Naifeh joins eight Democrats who previously announced they would step down.
From the House:
Bill Harmon, 68, of Dunlap, is leaving his District 37 after serving eight years.
Harry Tindell, 51, whose urban Knoxville 13th District was joined to more conservative Knox County suburbs.
Janis Sontany, 65, of South Nashville, whose new 53rd District was about 70 percent new voters she hadn’t represented before.
Eddie Bass, a former Giles County sheriff, who briefly flirted with become a Republican in order to run in the newly drawn 70th District. Republicans told him their dance card was already full. Bass currently represents the 63rd District, but his home county was moved into a new configuration which includes much of Lawrence County.
From the Senate:
Joe Haynes of Goodlettsville, 75, is stepping down after 26 years in the Senate. He is the third most senior senator (after Nashville Democrat Douglas Henry and Memphis Democrat Jim Kyle).

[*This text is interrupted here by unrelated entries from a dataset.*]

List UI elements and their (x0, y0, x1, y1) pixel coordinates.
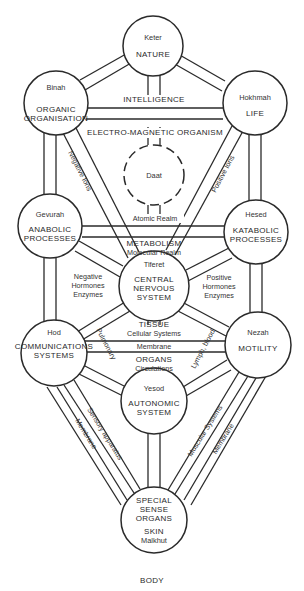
label-circulations: Circulations (135, 364, 173, 373)
node-nezah-title: MOTILITY (238, 344, 278, 353)
node-gevurah-title-1: ANABOLIC (29, 225, 72, 234)
label-negative-hormones-1: Negative (74, 272, 102, 281)
label-positive-hormones-2: Hormones (202, 282, 236, 291)
label-metabolism: METABOLISM (127, 239, 182, 248)
node-hokhmah: Hokhmah LIFE (223, 71, 287, 135)
label-positive-ions: Positive Ions (209, 153, 236, 194)
node-hod-title-1: COMMUNICATIONS (15, 342, 93, 351)
label-pulmonary: Pulmonary (94, 327, 118, 362)
node-hesed-title-2: PROCESSES (230, 235, 283, 244)
node-malkhut-title-2: SENSE (140, 505, 169, 514)
node-binah: Binah ORGANIC ORGANISATION (24, 71, 88, 135)
label-organs: ORGANS (136, 355, 172, 364)
node-yesod: Yesod AUTONOMIC SYSTEM (121, 368, 187, 434)
node-nezah: Nezah MOTILITY (225, 312, 291, 378)
node-yesod-name: Yesod (144, 384, 164, 393)
node-daat-name: Daat (146, 171, 162, 180)
node-binah-title-1: ORGANIC (36, 105, 75, 114)
node-malkhut-title-1: SPECIAL (136, 496, 172, 505)
label-molecular-realm: Molecular Realm (127, 248, 181, 257)
label-tissue: TISSUE (139, 320, 170, 329)
node-gevurah-name: Gevurah (36, 210, 64, 219)
node-gevurah: Gevurah ANABOLIC PROCESSES (18, 194, 82, 258)
node-daat: Daat (124, 145, 184, 205)
footer-body-label: BODY (140, 576, 164, 585)
node-tiferet: Tiferet CENTRAL NERVOUS SYSTEM (119, 251, 189, 321)
node-malkhut: SPECIAL SENSE ORGANS SKIN Malkhut (121, 487, 187, 553)
label-atomic-realm: Atomic Realm (133, 214, 178, 223)
node-malkhut-title-4: SKIN (144, 527, 164, 536)
node-hod-title-2: SYSTEMS (34, 351, 74, 360)
label-electro-magnetic: ELECTRO-MAGNETIC ORGANISM (87, 128, 223, 137)
node-binah-name: Binah (47, 83, 66, 92)
label-intelligence: INTELLIGENCE (123, 95, 184, 104)
label-membrane-mid: Membrane (137, 342, 171, 351)
node-binah-title-2: ORGANISATION (24, 114, 88, 123)
node-keter-title: NATURE (136, 50, 170, 59)
node-malkhut-title-3: ORGANS (136, 514, 172, 523)
node-hod-name: Hod (47, 328, 61, 337)
node-hokhmah-name: Hokhmah (239, 93, 271, 102)
node-keter-name: Keter (144, 33, 162, 42)
node-tiferet-title-1: CENTRAL (134, 275, 174, 284)
label-negative-hormones-2: Hormones (71, 281, 105, 290)
tree-of-life-diagram: Keter NATURE Binah ORGANIC ORGANISATION … (0, 0, 304, 591)
node-yesod-title-1: AUTONOMIC (128, 399, 179, 408)
node-tiferet-title-3: SYSTEM (137, 293, 172, 302)
node-hesed: Hesed KATABOLIC PROCESSES (224, 200, 288, 264)
node-hesed-title-1: KATABOLIC (233, 226, 279, 235)
node-tiferet-name: Tiferet (144, 260, 165, 269)
label-cellular-systems: Cellular Systems (127, 329, 181, 338)
label-positive-hormones-1: Positive (206, 273, 231, 282)
node-tiferet-title-2: NERVOUS (133, 284, 175, 293)
node-yesod-title-2: SYSTEM (137, 408, 172, 417)
label-negative-hormones-3: Enzymes (73, 290, 103, 299)
node-gevurah-title-2: PROCESSES (24, 234, 77, 243)
node-keter: Keter NATURE (123, 16, 183, 76)
node-hokhmah-title: LIFE (246, 109, 264, 118)
label-lymph-blood: Lymph, blood (189, 328, 217, 370)
node-malkhut-name: Malkhut (141, 536, 167, 545)
node-hesed-name: Hesed (245, 210, 266, 219)
node-nezah-name: Nezah (247, 328, 268, 337)
label-positive-hormones-3: Enzymes (204, 291, 234, 300)
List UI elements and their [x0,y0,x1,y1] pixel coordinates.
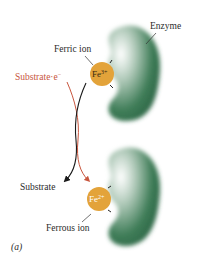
electron-transfer-arrow [67,82,88,180]
ion-element: Fe [92,69,101,79]
enzyme-top-shape [108,25,160,121]
ion-charge: 3+ [101,69,107,75]
binding-tick [110,85,113,88]
enzyme-label: Enzyme [150,22,181,32]
ferric-ion-label: Ferric ion [54,45,91,55]
ferrous-leader-line [82,214,91,222]
enzyme-bottom-shape [108,147,160,246]
ion-charge: 2+ [98,194,104,200]
substrate-reduced-text: Substrate·e [15,72,58,82]
ferric-leader-line [85,56,93,65]
substrate-release-arrow [66,83,86,180]
binding-tick [108,210,111,212]
electron-charge: − [58,71,61,77]
substrate-label: Substrate [20,183,55,193]
panel-label: (a) [11,243,22,253]
ferrous-ion-symbol: Fe2+ [89,194,104,204]
ion-element: Fe [89,194,98,204]
ferric-ion-symbol: Fe3+ [92,69,107,79]
ferrous-ion-label: Ferrous ion [46,224,90,234]
substrate-reduced-label: Substrate·e− [15,71,61,83]
diagram-canvas [0,0,207,273]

Andy Berke of Chattanooga , 43, whose District 10 Hamilton County wards were joined with parts of Bradley County, which regularly elects Republicans. Berke is expected to run for mayor of Chattanooga. Berke, a former legislative aide to U.S. Rep. Bart Gordon, was first elected to serve out a partial term left by former Sen. Ward Crutchfield, who had pled guilty in an FBI bribery sting operation. Berke was elected to a full four-year term in 2008.
Eric Stewart of Franklin County says instead of standing for re-election in Senate District 14, he’ll run in the Democratic primary for the right to challenge U.S. Rep. Scott DesJarlais, the 4th U.S. District Republican congressman.
Roy Herron of Dresden is retiring after 24 years in the General Assembly (10 in the House, 14 serving District 24 in the Senate). Herron two years ago ran unsuccessfully for the U.S. House 8th District seat and lost to current Republican Rep. Stephen Fincher of Frog Jump.
Candidates must declare themselves for the primary ballots by April 5.